DrChinese said:
1. The experiment only considers the Φ- cases.
2. We start with just one entangled pair, and you adding the extraneous stuff serves no purpose I can see. So I ask again: After photon 1 is measured, do we know the polarization of photon 2 or not? Because according to the usual local concepts, its polarization on the L/R basis should be known/certain and its polarization on the V/H basis should be completely unknown/uncertain. Well according to CH, is it?
You seem to agree with the L/R portion of my statement. But you model the R/L portion as being a superposition of H and V (your upper/lower paths) in the 3. section. But now you run afoul of the CH concept of frameworks: you have both the L/R and V/H frameworks modeled together. You previously pointed out (as Griffiths does): "The spin-x and spin-y properties of a particle cannot be described by a single framework." And "No lab protocol can measure both the spin-x and spin-y properties of a particle at the same time." And yet, here you are describing both the L/R and H/V properties of a photon at the same time.
I would state that there is no correlation whatsoever between the L/R and H/V and properties of any photon, since they are mutually unbiased. Similarly, I would state that there is no correlation whatsoever between the L/R or H/V properties of a photon in a superposition, with the L/R or H/V properties of a different photon in a superposition - UNLESS these photons are entangled. Coming from different sources, they can't start out that way. How can you object to any element of this paragraph? This is basic.
3. My objections are not addressed, and there are no answers to the points I made in my previous commets/posts. Specifically, once I know the photon 1 is (say) |L>, which tells us the polarization of photon 2 by inference; and then it is measured on the "inconsistent" basis V/H: How does any of this bring about or otherwise lead us to the correlation of photon 4 on yet another "inconsistent" basis L/R (since photon 3 was measured on the V/H basis).
4. There is no correlation whatsoever between the 1 and 4 photons UNLESS a swap occurs. You completely and totally skip over the critical point of this scientific experiment, which is: For the swap to occur, there must be physical overlap at the BSM. That is controllable by the experimenter. According to your logic, that shouldn't matter. The results say that the choice of the experimenter creates a correlation that does not otherwise exist.
2. If the result of the linear polarization measurement of photon 1 is H, then this reveals the linear polarization of photon 2 is V, and vice versa, as the 1,2 photons were prepared in the ##\psi^-## state.
An important point about the CH notation: Different branches represent mutually exclusive alternatives, not superpositions. Histories here are represented by chains of projectors. More specifically, the square brackets are time-evolved projectors (e.g. ##\left[H\right]## = ##U(t,t')|H\rangle\langle H | U(t',t)## and ##\odot## is just ##\otimes##. Griffiths uses ##\odot## to demarcate projectors at different times. As such, the histories I wrote above only reference the linear polarization of photons 1 and 4, and make no reference to the circular polarization of any photon. If we instead measure the circular polarization of 4, we can build the branching$$\left[\psi^-_{12}\right]\odot\left[h_\omega\right]_1\odot\left[1\right]_{A}\odot\left[\psi^-\right]_{34}\odot\begin{cases}
\left[R\right]_4\\
\left[L\right]_4\end{cases}$$The mutually unbiased nature of these bases means a measurement of the linear polarization of 1 will tell us nothing about the circular polarization of 4, whether or not a BSM is carried out.
3. I'm not sure I understand this. If a BSM is carried out, then photon 2 is not measured in any basis. Instead the 2,3 photons are measured in a Bell basis. If photons 2,3 are measured in some separable state basis like {HH, VV} described by Ma, then the measurement result of 1 reveals nothing about 4.
4. I was following the Megedish convention of a successful BSM or a failed BSM (due to temporal distinguishability). We could just as readily, say, model a BSM or separable state measurement of 2,3 with a quantum random number generator like Ma does.
Ultimately, what CH allows us to say is i) for any given run, a measurement of photon 1 and a successful BSM will reveal the associated property of photon 4. ii) For all runs, there will be a correlation between a successful BSM of 2,3 and Bell-inequality-violating correlations between measurements on 1 and 4.
And as I am fond of adding: The speculative concept of a "hidden" relationship between photons 1 & 4 is completely contrary to the concept of Monogamy of Entanglement. Where is this addressed by CH? Or is MoE wrong? I would point out that MoE theory is newer than CH.
As CH is an interpretation of standard QM (and QFT) without any extension of the theory, it doesn't and can't contradict any feature of the theory. CH is 100% consistent with MoE. [edit] For example, CH never permits us to make a statement like: "Photon 1 is maximally entangled with photon 2, and photon 1 is also maximally entangled with photon 4"
I think the quotes by Ma et al would bring us back into a general discussion of nonlocality. For the time being I'll try to focus on CH as it applies to entanglement swapping experiments or other experiments involving Bell-inequality-violating correlations.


- **Work to complete**:
Leaving out the images, reproduce every line of the data that follows exactly.

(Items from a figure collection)
[Start of section]

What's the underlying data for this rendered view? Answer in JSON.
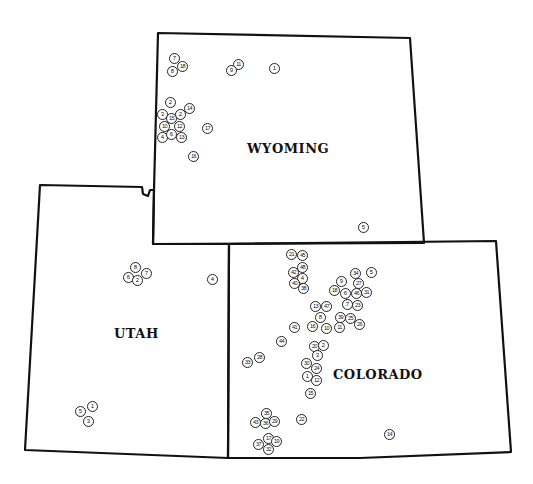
{
  "map": {
    "states": [
      {
        "name": "WYOMING",
        "label_pos": [
          247,
          150
        ],
        "outline": "158,33 410,38 424,243 153,244 154,190",
        "markers": [
          {
            "n": "7",
            "x": 174,
            "y": 58
          },
          {
            "n": "18",
            "x": 182,
            "y": 66
          },
          {
            "n": "8",
            "x": 172,
            "y": 71
          },
          {
            "n": "11",
            "x": 238,
            "y": 64
          },
          {
            "n": "9",
            "x": 231,
            "y": 70
          },
          {
            "n": "1",
            "x": 274,
            "y": 68
          },
          {
            "n": "2",
            "x": 170,
            "y": 102
          },
          {
            "n": "14",
            "x": 189,
            "y": 108
          },
          {
            "n": "3",
            "x": 162,
            "y": 114
          },
          {
            "n": "15",
            "x": 171,
            "y": 118
          },
          {
            "n": "2",
            "x": 180,
            "y": 114
          },
          {
            "n": "10",
            "x": 164,
            "y": 126
          },
          {
            "n": "12",
            "x": 179,
            "y": 126
          },
          {
            "n": "17",
            "x": 207,
            "y": 128
          },
          {
            "n": "4",
            "x": 162,
            "y": 137
          },
          {
            "n": "6",
            "x": 171,
            "y": 134
          },
          {
            "n": "13",
            "x": 181,
            "y": 137
          },
          {
            "n": "16",
            "x": 193,
            "y": 156
          },
          {
            "n": "5",
            "x": 363,
            "y": 227
          }
        ]
      },
      {
        "name": "UTAH",
        "label_pos": [
          114,
          335
        ],
        "outline": "40,185 142,187 143,194 148,196 150,190 154,190 153,244 229,244 228,458 25,450",
        "markers": [
          {
            "n": "8",
            "x": 135,
            "y": 267
          },
          {
            "n": "7",
            "x": 146,
            "y": 273
          },
          {
            "n": "6",
            "x": 128,
            "y": 277
          },
          {
            "n": "2",
            "x": 137,
            "y": 280
          },
          {
            "n": "4",
            "x": 212,
            "y": 279
          },
          {
            "n": "1",
            "x": 92,
            "y": 406
          },
          {
            "n": "5",
            "x": 80,
            "y": 411
          },
          {
            "n": "3",
            "x": 88,
            "y": 421
          }
        ]
      },
      {
        "name": "COLORADO",
        "label_pos": [
          333,
          376
        ],
        "outline": "229,244 496,241 511,452 360,458 228,458",
        "markers": [
          {
            "n": "21",
            "x": 291,
            "y": 254
          },
          {
            "n": "45",
            "x": 302,
            "y": 255
          },
          {
            "n": "48",
            "x": 302,
            "y": 267
          },
          {
            "n": "42",
            "x": 293,
            "y": 272
          },
          {
            "n": "4",
            "x": 302,
            "y": 278
          },
          {
            "n": "40",
            "x": 294,
            "y": 283
          },
          {
            "n": "38",
            "x": 303,
            "y": 288
          },
          {
            "n": "9",
            "x": 341,
            "y": 281
          },
          {
            "n": "34",
            "x": 355,
            "y": 273
          },
          {
            "n": "5",
            "x": 371,
            "y": 272
          },
          {
            "n": "27",
            "x": 358,
            "y": 283
          },
          {
            "n": "18",
            "x": 334,
            "y": 290
          },
          {
            "n": "6",
            "x": 345,
            "y": 293
          },
          {
            "n": "46",
            "x": 356,
            "y": 293
          },
          {
            "n": "31",
            "x": 366,
            "y": 292
          },
          {
            "n": "7",
            "x": 347,
            "y": 304
          },
          {
            "n": "23",
            "x": 357,
            "y": 305
          },
          {
            "n": "13",
            "x": 315,
            "y": 306
          },
          {
            "n": "47",
            "x": 326,
            "y": 306
          },
          {
            "n": "8",
            "x": 320,
            "y": 317
          },
          {
            "n": "39",
            "x": 340,
            "y": 317
          },
          {
            "n": "25",
            "x": 350,
            "y": 318
          },
          {
            "n": "26",
            "x": 359,
            "y": 324
          },
          {
            "n": "41",
            "x": 294,
            "y": 327
          },
          {
            "n": "16",
            "x": 312,
            "y": 326
          },
          {
            "n": "10",
            "x": 326,
            "y": 328
          },
          {
            "n": "11",
            "x": 339,
            "y": 327
          },
          {
            "n": "44",
            "x": 281,
            "y": 341
          },
          {
            "n": "20",
            "x": 314,
            "y": 346
          },
          {
            "n": "2",
            "x": 323,
            "y": 345
          },
          {
            "n": "3",
            "x": 317,
            "y": 355
          },
          {
            "n": "28",
            "x": 259,
            "y": 357
          },
          {
            "n": "33",
            "x": 247,
            "y": 362
          },
          {
            "n": "30",
            "x": 306,
            "y": 363
          },
          {
            "n": "24",
            "x": 316,
            "y": 368
          },
          {
            "n": "1",
            "x": 307,
            "y": 376
          },
          {
            "n": "12",
            "x": 316,
            "y": 380
          },
          {
            "n": "15",
            "x": 310,
            "y": 393
          },
          {
            "n": "35",
            "x": 266,
            "y": 413
          },
          {
            "n": "43",
            "x": 255,
            "y": 422
          },
          {
            "n": "36",
            "x": 265,
            "y": 423
          },
          {
            "n": "29",
            "x": 274,
            "y": 421
          },
          {
            "n": "22",
            "x": 301,
            "y": 419
          },
          {
            "n": "17",
            "x": 268,
            "y": 438
          },
          {
            "n": "19",
            "x": 276,
            "y": 441
          },
          {
            "n": "37",
            "x": 258,
            "y": 444
          },
          {
            "n": "32",
            "x": 268,
            "y": 449
          },
          {
            "n": "14",
            "x": 389,
            "y": 434
          }
        ]
      }
    ]
  }
}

[End of section]

- **Answer box**:
What's the underlying data for this rendered view? Answer in JSON.
{
  "map": {
    "states": [
      {
        "name": "WYOMING",
        "label_pos": [
          247,
          150
        ],
        "outline": "158,33 410,38 424,243 153,244 154,190",
        "markers": [
          {
            "n": "7",
            "x": 174,
            "y": 58
          },
          {
            "n": "18",
            "x": 182,
            "y": 66
          },
          {
            "n": "8",
            "x": 172,
            "y": 71
          },
          {
            "n": "11",
            "x": 238,
            "y": 64
          },
          {
            "n": "9",
            "x": 231,
            "y": 70
          },
          {
            "n": "1",
            "x": 274,
            "y": 68
          },
          {
            "n": "2",
            "x": 170,
            "y": 102
          },
          {
            "n": "14",
            "x": 189,
            "y": 108
          },
          {
            "n": "3",
            "x": 162,
            "y": 114
          },
          {
            "n": "15",
            "x": 171,
            "y": 118
          },
          {
            "n": "2",
            "x": 180,
            "y": 114
          },
          {
            "n": "10",
            "x": 164,
            "y": 126
          },
          {
            "n": "12",
            "x": 179,
            "y": 126
          },
          {
            "n": "17",
            "x": 207,
            "y": 128
          },
          {
            "n": "4",
            "x": 162,
            "y": 137
          },
          {
            "n": "6",
            "x": 171,
            "y": 134
          },
          {
            "n": "13",
            "x": 181,
            "y": 137
          },
          {
            "n": "16",
            "x": 193,
            "y": 156
          },
          {
            "n": "5",
            "x": 363,
            "y": 227
          }
        ]
      },
      {
        "name": "UTAH",
        "label_pos": [
          114,
          335
        ],
        "outline": "40,185 142,187 143,194 148,196 150,190 154,190 153,244 229,244 228,458 25,450",
        "markers": [
          {
            "n": "8",
            "x": 135,
            "y": 267
          },
          {
            "n": "7",
            "x": 146,
            "y": 273
          },
          {
            "n": "6",
            "x": 128,
            "y": 277
          },
          {
            "n": "2",
            "x": 137,
            "y": 280
          },
          {
            "n": "4",
            "x": 212,
            "y": 279
          },
          {
            "n": "1",
            "x": 92,
            "y": 406
          },
          {
            "n": "5",
            "x": 80,
            "y": 411
          },
          {
            "n": "3",
            "x": 88,
            "y": 421
          }
        ]
      },
      {
        "name": "COLORADO",
        "label_pos": [
          333,
          376
        ],
        "outline": "229,244 496,241 511,452 360,458 228,458",
        "markers": [
          {
            "n": "21",
            "x": 291,
            "y": 254
          },
          {
            "n": "45",
            "x": 302,
            "y": 255
          },
          {
            "n": "48",
            "x": 302,
            "y": 267
          },
          {
            "n": "42",
            "x": 293,
            "y": 272
          },
          {
            "n": "4",
            "x": 302,
            "y": 278
          },
          {
            "n": "40",
            "x": 294,
            "y": 283
          },
          {
            "n": "38",
            "x": 303,
            "y": 288
          },
          {
            "n": "9",
            "x": 341,
            "y": 281
          },
          {
            "n": "34",
            "x": 355,
            "y": 273
          },
          {
            "n": "5",
            "x": 371,
            "y": 272
          },
          {
            "n": "27",
            "x": 358,
            "y": 283
          },
          {
            "n": "18",
            "x": 334,
            "y": 290
          },
          {
            "n": "6",
            "x": 345,
            "y": 293
          },
          {
            "n": "46",
            "x": 356,
            "y": 293
          },
          {
            "n": "31",
            "x": 366,
            "y": 292
          },
          {
            "n": "7",
            "x": 347,
            "y": 304
          },
          {
            "n": "23",
            "x": 357,
            "y": 305
          },
          {
            "n": "13",
            "x": 315,
            "y": 306
          },
          {
            "n": "47",
            "x": 326,
            "y": 306
          },
          {
            "n": "8",
            "x": 320,
            "y": 317
          },
          {
            "n": "39",
            "x": 340,
            "y": 317
          },
          {
            "n": "25",
            "x": 350,
            "y": 318
          },
          {
            "n": "26",
            "x": 359,
            "y": 324
          },
          {
            "n": "41",
            "x": 294,
            "y": 327
          },
          {
            "n": "16",
            "x": 312,
            "y": 326
          },
          {
            "n": "10",
            "x": 326,
            "y": 328
          },
          {
            "n": "11",
            "x": 339,
            "y": 327
          },
          {
            "n": "44",
            "x": 281,
            "y": 341
          },
          {
            "n": "20",
            "x": 314,
            "y": 346
          },
          {
            "n": "2",
            "x": 323,
            "y": 345
          },
          {
            "n": "3",
            "x": 317,
            "y": 355
          },
          {
            "n": "28",
            "x": 259,
            "y": 357
          },
          {
            "n": "33",
            "x": 247,
            "y": 362
          },
          {
            "n": "30",
            "x": 306,
            "y": 363
          },
          {
            "n": "24",
            "x": 316,
            "y": 368
          },
          {
            "n": "1",
            "x": 307,
            "y": 376
          },
          {
            "n": "12",
            "x": 316,
            "y": 380
          },
          {
            "n": "15",
            "x": 310,
            "y": 393
          },
          {
            "n": "35",
            "x": 266,
            "y": 413
          },
          {
            "n": "43",
            "x": 255,
            "y": 422
          },
          {
            "n": "36",
            "x": 265,
            "y": 423
          },
          {
            "n": "29",
            "x": 274,
            "y": 421
          },
          {
            "n": "22",
            "x": 301,
            "y": 419
          },
          {
            "n": "17",
            "x": 268,
            "y": 438
          },
          {
            "n": "19",
            "x": 276,
            "y": 441
          },
          {
            "n": "37",
            "x": 258,
            "y": 444
          },
          {
            "n": "32",
            "x": 268,
            "y": 449
          },
          {
            "n": "14",
            "x": 389,
            "y": 434
          }
        ]
      }
    ]
  }
}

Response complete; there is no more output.